The radar gun doesn’t usually lie.
That’s what made Shohei Ohtani’s 2025 velocity readings feel so unsettling. Coming off major shoulder surgery—and a long, carefully managed return—he wasn’t just throwing well.
He was throwing harder than ever.
An average fastball of 98.1 mph. Ninety-fifth percentile in Major League Baseball. The highest mark of his career.
For a pitcher who underwent Tommy John surgery and a torn labrum repair, that’s not a typical recovery curve. It’s a disruption of expectations.
Ohtani addressed the sudden jump during Dodgerfest when asked directly why his fastball velocity climbed after surgery. His answer was calm, almost understated.
“I’m feeling more confident in my throws,” he said. “I think it’s because of the training… the sensation felt great. I had the full confidence to be able to push a little bit more.”

Confidence is an easy word to skim past. In this context, it matters.
Ohtani didn’t pitch at all in 2024. The Dodgers leaned fully into his bat, confident enough to hand him a historic 10-year, $700 million contract while his shoulder healed.
He rewarded them immediately—winning NL MVP, a World Series title, and posting one of the most dominant offensive seasons baseball has ever seen.

But when he finally returned to the mound midway through 2025, something was different.
Not just command. Not just results.
Velocity.
Before the injury in 2023, Ohtani’s fastball averaged 96.4 mph. In 2022, it sat at 97.3 mph. In 2021, 95.6 mph. Each year elite, but familiar. What showed up in 2025 was not.

At 98.1 mph, he wasn’t easing back. He was accelerating.
Part of the explanation lies in context. Ohtani was built up slowly, often pitching limited innings, which can allow pitchers to empty the tank more freely.
But that alone doesn’t fully account for the jump—especially this far removed from peak pre-injury mechanics.

There’s also the second layer.
According to Dodgers Nation’s Doug McKain, Japanese reporters at the event noted that Ohtani specifically referenced changes in his windup—a return to a motion that feels more natural, less constrained.
It’s a subtle shift, but subtle is where elite athletes find margins.

Less hesitation. Cleaner sequencing. More trust in the arm.
That trust is the key word again.
For most pitchers, surgery introduces caution that lingers for years.
For Ohtani, it appears to have done the opposite—removing uncertainty by forcing a reset. New training. New awareness. A body that’s been rebuilt rather than patched.
That doesn’t mean it’s risk-free.
Higher velocity always comes with questions about sustainability.
The Dodgers know this. That’s why Ohtani won’t pitch for Japan in the World Baseball Classic, choosing to serve only as a designated hitter. Protect now. Extend later.
But the data point remains.
Ohtani isn’t just back. He’s operating at a level that didn’t exist before the surgery.
If he holds even close to this velocity over a larger workload, the conversation around his pitching changes dramatically. Not as a comeback story—but as an evolution.
And that’s where things get uncomfortable for the rest of the league.
Because baseball has never really adjusted to Ohtani as a hitter and a pitcher at once.
Now, it may have to adjust to a version of him that throws harder, feels freer, and speaks openly about pushing beyond perceived limits.
The radar gun noticed first.
The question now is how long this version lasts—and whether anyone is ready if it does.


[Task to complete]
The records must be retyped exactly, with no pictures included.

(Website and app data records)
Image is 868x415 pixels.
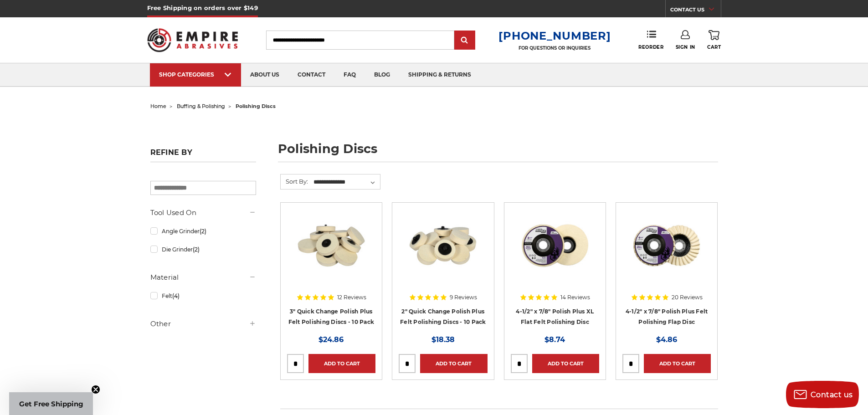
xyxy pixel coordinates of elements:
span: (4) [173,292,180,300]
span: $18.38 [432,335,455,344]
input: Submit [456,32,474,50]
span: (2) [193,246,199,253]
a: 2" Roloc Polishing Felt Discs [399,209,487,297]
a: 4.5 inch extra thick felt disc [511,209,599,297]
span: Reorder [638,44,664,50]
img: Empire Abrasives [147,22,238,58]
span: 12 Reviews [337,294,366,300]
div: Get Free ShippingClose teaser [9,392,93,415]
span: 9 Reviews [450,294,477,300]
a: contact [288,64,334,87]
a: about us [241,64,288,87]
a: Angle Grinder [150,223,256,239]
span: 20 Reviews [672,294,703,300]
h5: Refine by [150,148,256,162]
a: CONTACT US [670,4,721,17]
span: Cart [707,44,721,50]
span: Contact us [811,390,853,399]
a: Add to Cart [308,354,376,373]
a: Felt [150,288,256,304]
h5: Other [150,318,256,329]
span: $4.86 [656,335,677,344]
a: 3 inch polishing felt roloc discs [287,209,376,297]
a: buffing & polishing [177,103,225,109]
button: Close teaser [91,385,100,394]
span: Get Free Shipping [19,399,83,408]
button: Contact us [786,380,859,408]
img: 4.5 inch extra thick felt disc [518,209,591,282]
a: 2" Quick Change Polish Plus Felt Polishing Discs - 10 Pack [400,308,486,326]
a: Reorder [638,30,664,50]
a: Die Grinder [150,241,256,258]
h1: polishing discs [278,142,718,162]
select: Sort By: [312,175,380,189]
span: polishing discs [235,103,276,109]
a: home [150,103,166,109]
a: buffing and polishing felt flap disc [622,209,711,297]
a: 3" Quick Change Polish Plus Felt Polishing Discs - 10 Pack [288,308,375,326]
a: [PHONE_NUMBER] [498,29,611,43]
a: Cart [707,30,721,50]
p: FOR QUESTIONS OR INQUIRIES [498,45,611,51]
span: $8.74 [544,335,565,344]
label: Sort By: [281,175,308,188]
a: 4-1/2" x 7/8" Polish Plus Felt Polishing Flap Disc [625,308,708,326]
a: faq [334,64,365,87]
span: (2) [199,227,207,235]
a: 4-1/2" x 7/8" Polish Plus XL Flat Felt Polishing Disc [516,308,594,326]
span: 14 Reviews [560,294,590,300]
a: Add to Cart [644,354,711,373]
h5: Material [150,272,256,283]
img: 2" Roloc Polishing Felt Discs [407,209,479,282]
a: Add to Cart [420,354,487,373]
img: 3 inch polishing felt roloc discs [295,209,368,282]
a: shipping & returns [399,64,480,87]
span: Sign In [676,44,695,50]
img: buffing and polishing felt flap disc [630,209,703,282]
h5: Tool Used On [150,207,256,218]
div: SHOP CATEGORIES [159,71,232,78]
a: Add to Cart [532,354,599,373]
span: $24.86 [318,335,344,344]
a: blog [365,64,399,87]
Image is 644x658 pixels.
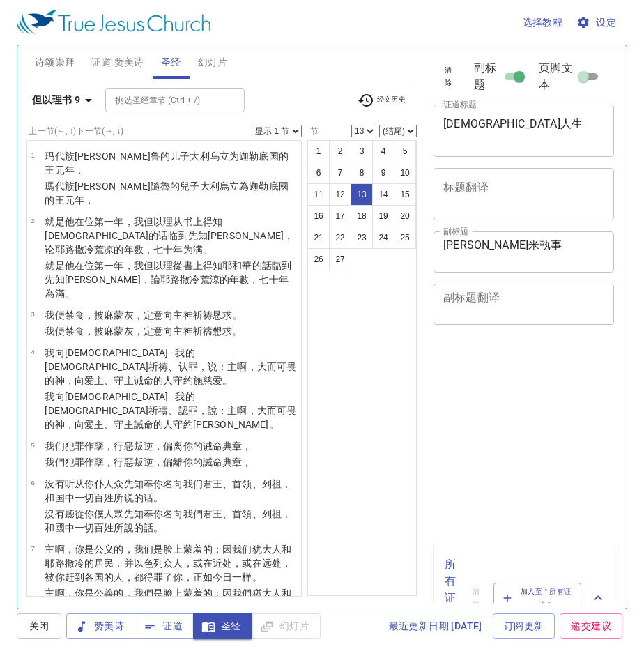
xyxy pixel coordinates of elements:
[193,375,233,386] wh1285: 施慈爱
[308,127,318,135] label: 节
[45,260,291,299] wh8141: ，我但以理
[45,361,296,386] wh6419: 、认罪
[94,419,279,430] wh157: 主、守
[45,258,297,300] p: 就是他在位
[445,556,459,639] p: 所有证道 ( 0 )
[223,457,252,467] wh4687: 典章
[372,205,395,227] button: 19
[372,140,395,163] button: 4
[474,60,500,93] span: 副标题
[308,140,330,163] button: 1
[45,390,297,432] p: 我向[DEMOGRAPHIC_DATA]
[394,140,416,163] button: 5
[104,457,252,467] wh5753: ，行惡
[504,617,545,635] span: 订阅更新
[94,375,232,386] wh157: 主、守
[580,14,616,31] span: 设定
[45,308,242,322] p: 我便禁食
[232,572,261,582] wh3117: 一样。
[45,230,293,255] wh995: [DEMOGRAPHIC_DATA]
[84,440,253,452] wh2398: 作孽
[94,244,213,255] wh3389: 荒凉
[394,183,416,206] button: 15
[26,87,103,113] button: 但以理书 9
[45,507,297,535] p: 沒有聽從
[308,248,330,270] button: 26
[45,586,297,628] p: 主
[45,151,288,176] wh325: 的儿子
[442,64,455,89] span: 清除
[394,226,416,249] button: 25
[91,54,144,71] span: 证道 赞美诗
[493,613,555,639] a: 订阅更新
[45,587,291,627] wh136: 啊，你是公義
[74,194,94,206] wh259: 年
[134,310,243,320] wh665: ，定意
[45,216,293,255] wh8141: ，我但以理
[32,91,80,108] b: 但以理书 9
[31,479,34,487] span: 6
[84,457,253,467] wh2398: 作孽
[45,478,291,503] wh5030: 奉你名
[31,441,34,449] span: 5
[45,216,293,255] wh5612: 得知
[308,205,330,227] button: 16
[65,164,84,176] wh259: 年
[45,179,297,207] p: 瑪代
[134,457,253,467] wh7561: 叛逆
[45,544,291,582] wh376: 和耶路撒冷
[45,260,291,299] wh3068: 的話
[45,455,252,469] p: 我們犯罪
[349,90,414,111] button: 经文历史
[45,544,291,582] wh3063: 人
[308,226,330,249] button: 21
[45,542,297,584] p: 主
[518,10,569,36] button: 选择教程
[45,391,296,430] wh3068: ─我的 [DEMOGRAPHIC_DATA]
[183,440,253,452] wh5493: 你的诫命
[503,585,573,610] span: 加入至＂所有证道＂
[198,54,228,71] span: 幻灯片
[242,440,252,452] wh4941: ，
[66,613,135,639] button: 赞美诗
[539,60,575,93] span: 页脚文本
[183,325,243,337] wh136: 神
[84,325,242,337] wh6685: ，披麻
[134,244,213,255] wh8141: 数
[223,375,232,386] wh2617: 。
[154,419,279,430] wh4687: 的人守
[55,375,233,386] wh3372: 神
[389,617,483,635] span: 最近更新日期 [DATE]
[351,226,373,249] button: 23
[45,194,94,206] wh4438: 的王
[154,375,232,386] wh4687: 的人守
[45,230,293,255] wh3068: 的话
[84,310,242,320] wh6685: ，披麻
[74,522,163,533] wh776: 一切百姓
[45,478,291,503] wh5650: 众先知
[45,508,291,533] wh8085: 你僕人
[523,14,563,31] span: 选择教程
[45,260,291,299] wh1697: 臨到先知
[45,361,296,386] wh430: 祈祷
[232,325,242,337] wh8469: 。
[443,238,605,265] textarea: [PERSON_NAME]米執事
[329,162,351,184] button: 7
[124,419,279,430] wh8104: 主誡命
[154,457,253,467] wh4775: ，偏離
[84,572,262,582] wh5080: 各国
[31,310,34,318] span: 3
[29,127,124,135] label: 上一节 (←, ↑) 下一节 (→, ↓)
[45,508,291,533] wh5030: 奉你名
[55,164,84,176] wh4427: 元
[383,613,488,639] a: 最近更新日期 [DATE]
[16,613,61,639] button: 关闭
[45,557,291,582] wh3427: ，并以色列众人
[31,217,34,224] span: 2
[45,216,293,255] wh1840: 从书上
[45,544,291,582] wh1322: 的；因我们犹大
[31,348,34,355] span: 4
[308,162,330,184] button: 6
[394,205,416,227] button: 20
[154,492,163,503] wh1696: 。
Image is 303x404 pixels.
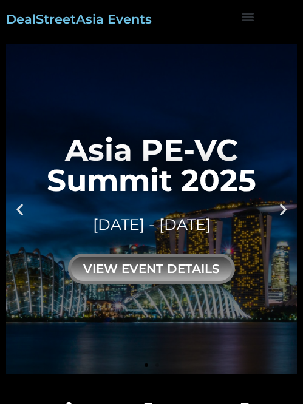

[Solution]
Image is 868x415 pixels.
xyxy pixel coordinates of elements:
span: (4) [173,292,180,300]
span: $18.38 [432,335,455,344]
input: Submit [456,32,474,50]
span: (2) [193,246,199,253]
a: 2" Roloc Polishing Felt Discs [399,209,487,297]
a: 4.5 inch extra thick felt disc [511,209,599,297]
span: Reorder [638,44,664,50]
img: Empire Abrasives [147,22,238,58]
span: 12 Reviews [337,294,366,300]
div: Get Free ShippingClose teaser [9,392,93,415]
span: 9 Reviews [450,294,477,300]
a: contact [288,64,334,87]
a: about us [241,64,288,87]
a: Angle Grinder [150,223,256,239]
span: 20 Reviews [672,294,703,300]
h5: Refine by [150,148,256,162]
a: CONTACT US [670,4,721,17]
span: Cart [707,44,721,50]
span: Contact us [811,390,853,399]
a: Add to Cart [308,354,376,373]
a: Felt [150,288,256,304]
h5: Other [150,318,256,329]
span: $4.86 [656,335,677,344]
a: 3 inch polishing felt roloc discs [287,209,376,297]
a: buffing & polishing [177,103,225,109]
button: Close teaser [91,385,100,394]
span: Get Free Shipping [19,399,83,408]
button: Contact us [786,380,859,408]
img: 4.5 inch extra thick felt disc [518,209,591,282]
a: 2" Quick Change Polish Plus Felt Polishing Discs - 10 Pack [400,308,486,326]
a: Reorder [638,30,664,50]
a: Die Grinder [150,241,256,258]
h1: polishing discs [278,142,718,162]
select: Sort By: [312,175,380,189]
span: polishing discs [235,103,276,109]
a: home [150,103,166,109]
a: buffing and polishing felt flap disc [622,209,711,297]
a: 3" Quick Change Polish Plus Felt Polishing Discs - 10 Pack [288,308,375,326]
a: [PHONE_NUMBER] [498,29,611,43]
a: Cart [707,30,721,50]
p: FOR QUESTIONS OR INQUIRIES [498,45,611,51]
span: $8.74 [544,335,565,344]
label: Sort By: [281,175,308,188]
a: 4-1/2" x 7/8" Polish Plus Felt Polishing Flap Disc [625,308,708,326]
a: faq [334,64,365,87]
span: (2) [199,227,207,235]
a: 4-1/2" x 7/8" Polish Plus XL Flat Felt Polishing Disc [516,308,594,326]
span: 14 Reviews [560,294,590,300]
a: Add to Cart [644,354,711,373]
h5: Material [150,272,256,283]
img: 2" Roloc Polishing Felt Discs [407,209,479,282]
a: Add to Cart [420,354,487,373]
img: 3 inch polishing felt roloc discs [295,209,368,282]
a: shipping & returns [399,64,480,87]
span: Sign In [676,44,695,50]
img: buffing and polishing felt flap disc [630,209,703,282]
h5: Tool Used On [150,207,256,218]
div: SHOP CATEGORIES [159,71,232,78]
a: Add to Cart [532,354,599,373]
span: $24.86 [318,335,344,344]
a: blog [365,64,399,87]
Image is 644x658 pixels.
xyxy pixel coordinates of elements:
[193,375,233,386] wh1285: 施慈爱
[308,127,318,135] label: 节
[45,260,291,299] wh8141: ，我但以理
[45,361,296,386] wh6419: 、认罪
[94,419,279,430] wh157: 主、守
[45,258,297,300] p: 就是他在位
[445,556,459,639] p: 所有证道 ( 0 )
[223,457,252,467] wh4687: 典章
[372,205,395,227] button: 19
[372,140,395,163] button: 4
[474,60,500,93] span: 副标题
[308,140,330,163] button: 1
[45,390,297,432] p: 我向[DEMOGRAPHIC_DATA]
[394,140,416,163] button: 5
[104,457,252,467] wh5753: ，行惡
[504,617,545,635] span: 订阅更新
[94,375,232,386] wh157: 主、守
[580,14,616,31] span: 设定
[45,308,242,322] p: 我便禁食
[232,572,261,582] wh3117: 一样。
[45,230,293,255] wh995: [DEMOGRAPHIC_DATA]
[84,440,253,452] wh2398: 作孽
[94,244,213,255] wh3389: 荒凉
[394,183,416,206] button: 15
[26,87,103,113] button: 但以理书 9
[45,507,297,535] p: 沒有聽從
[308,248,330,270] button: 26
[45,586,297,628] p: 主
[45,151,288,176] wh325: 的儿子
[442,64,455,89] span: 清除
[394,226,416,249] button: 25
[91,54,144,71] span: 证道 赞美诗
[493,613,555,639] a: 订阅更新
[45,587,291,627] wh136: 啊，你是公義
[74,194,94,206] wh259: 年
[134,310,243,320] wh665: ，定意
[45,216,293,255] wh8141: ，我但以理
[32,91,80,108] b: 但以理书 9
[31,479,34,487] span: 6
[84,457,253,467] wh2398: 作孽
[45,478,291,503] wh5030: 奉你名
[31,441,34,449] span: 5
[45,216,293,255] wh5612: 得知
[308,205,330,227] button: 16
[65,164,84,176] wh259: 年
[45,179,297,207] p: 瑪代
[134,457,253,467] wh7561: 叛逆
[45,544,291,582] wh376: 和耶路撒冷
[45,260,291,299] wh3068: 的話
[45,455,252,469] p: 我們犯罪
[349,90,414,111] button: 经文历史
[45,544,291,582] wh3063: 人
[308,226,330,249] button: 21
[45,542,297,584] p: 主
[518,10,569,36] button: 选择教程
[45,391,296,430] wh3068: ─我的 [DEMOGRAPHIC_DATA]
[183,440,253,452] wh5493: 你的诫命
[503,585,573,610] span: 加入至＂所有证道＂
[198,54,228,71] span: 幻灯片
[242,440,252,452] wh4941: ，
[66,613,135,639] button: 赞美诗
[539,60,575,93] span: 页脚文本
[183,325,243,337] wh136: 神
[84,325,242,337] wh6685: ，披麻
[134,244,213,255] wh8141: 数
[223,375,232,386] wh2617: 。
[154,419,279,430] wh4687: 的人守
[55,375,233,386] wh3372: 神
[389,617,483,635] span: 最近更新日期 [DATE]
[351,226,373,249] button: 23
[45,194,94,206] wh4438: 的王
[154,375,232,386] wh4687: 的人守
[45,230,293,255] wh3068: 的话
[84,310,242,320] wh6685: ，披麻
[74,522,163,533] wh776: 一切百姓
[45,478,291,503] wh5650: 众先知
[45,508,291,533] wh8085: 你僕人
[523,14,563,31] span: 选择教程
[45,260,291,299] wh1697: 臨到先知
[45,361,296,386] wh430: 祈祷
[232,325,242,337] wh8469: 。
[443,238,605,265] textarea: [PERSON_NAME]米執事
[329,162,351,184] button: 7
[124,419,279,430] wh8104: 主誡命
[154,457,253,467] wh4775: ，偏離
[84,572,262,582] wh5080: 各国
[31,310,34,318] span: 3
[29,127,124,135] label: 上一节 (←, ↑) 下一节 (→, ↓)
[45,508,291,533] wh5030: 奉你名
[55,164,84,176] wh4427: 元
[383,613,488,639] a: 最近更新日期 [DATE]
[16,613,61,639] button: 关闭
[45,557,291,582] wh3427: ，并以色列众人
[31,217,34,224] span: 2
[45,216,293,255] wh1840: 从书上
[45,544,291,582] wh1322: 的；因我们犹大
[31,348,34,355] span: 4
[308,162,330,184] button: 6
[394,205,416,227] button: 20
[154,492,163,503] wh1696: 。
Image is 303x404 pixels.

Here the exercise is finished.